Hi Anoop and the list,
These are excellent questions and there are two answers for each one.
First, I'd give the traditional standard statistical answer. When you do a study you are supposed to have only one hypothesis (primary outcome) and any other (secondary) outcomes should be 'hypothesis generating' only, that is the results should only be used as a hypothesis for a future study. Also, you are supposed to find out what happened to every person in the study and count their outcomes that actually occurred, regardless of their compliance with the studied therapy. If a person in the study does not complete the study, they cannot be counted in the Intention to Treat analysis.
Now, I'd be remiss if I didn't say that there are other ways of doing this. You can have several "primary" outcomes, but in order to have the level of significance (alpha) set at 0.05, you must use some sort of correction (such as the Bonferroni correction = alpha / number of outcomes) to compare p to in order to have statistical significance. That is still a clean and reasonable way as you are pre-specifying the number of outcomes that you will be studying and not doing that post-hoc (after the data is obtained).

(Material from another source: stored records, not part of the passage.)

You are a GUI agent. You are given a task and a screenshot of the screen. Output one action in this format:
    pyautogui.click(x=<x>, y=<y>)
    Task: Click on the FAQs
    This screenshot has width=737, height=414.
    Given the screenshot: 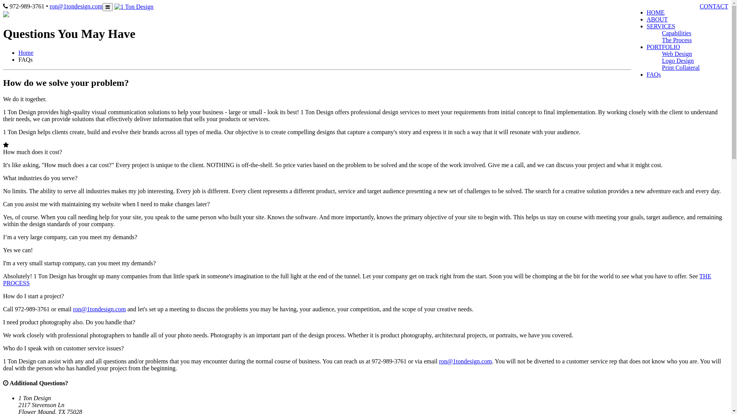 What is the action you would take?
    pyautogui.click(x=654, y=74)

As for the Intention to Treat, there are several ways to deal with patients who have dropped out of the study and are not available for analysis. If a patient dropped out and you can find out what their outcome was, they are perfect to be included in an ITT analysis. However, frequently they are not available for any follow up. Then, probably the most sensible way to analyze their outcomes is using the "Best case - Worst case" scenario. You anaylze the results as if the patients who dropped out all had the worst outcome and then all had the best outcome and compare those numbers. If they are very close to each other, you can expect that the actual result is very robust and is not very 'sensitive' to outlier patients. On the other hand, more likely they will be far apart and you will have to put the results into perspective when you discuss the results, leading to more hypothesis generation. Another way of doing this that is becoming more popular is to use some form of adjustment to model or "predict" the outcomes in those patients who dropped out or were otherwise lost to follow up.
I hope that this helps and will eagerly await the other comments that you question generated.
Best wishes,
Dan Mayer, MD
Professor of Emergency Medicine
Albany Medical College
________________________________________
From: Evidence based health (EBH) [[log in to unmask]] on behalf of Anoop Balachandran [[log in to unmask]]
Sent: Sunday, September 21, 2014 11:10 AM
To: [log in to unmask]
Subject: Intent to Treat and Secondary Outcomes
Hi everyone,
I had two questions about Intent to treat anlaysis and secondary outcomes:
When you write a hypothesis, do you include the secondary outcomes too? If yes, is it of any value since the sample size was based on the primary outcome usually. Now most of the studies have multiple number of secondary outcomes. But i haven't seen anyone elaborate on this.
Also, can we only call a study Intent to treat analysis unless we contact and post test ALL the subjects in the study. I finished an exercise study and we tested all the subjects in their assigned groups, except for the ones who dropped out and lost in contact. Can I still call my study intent to treat?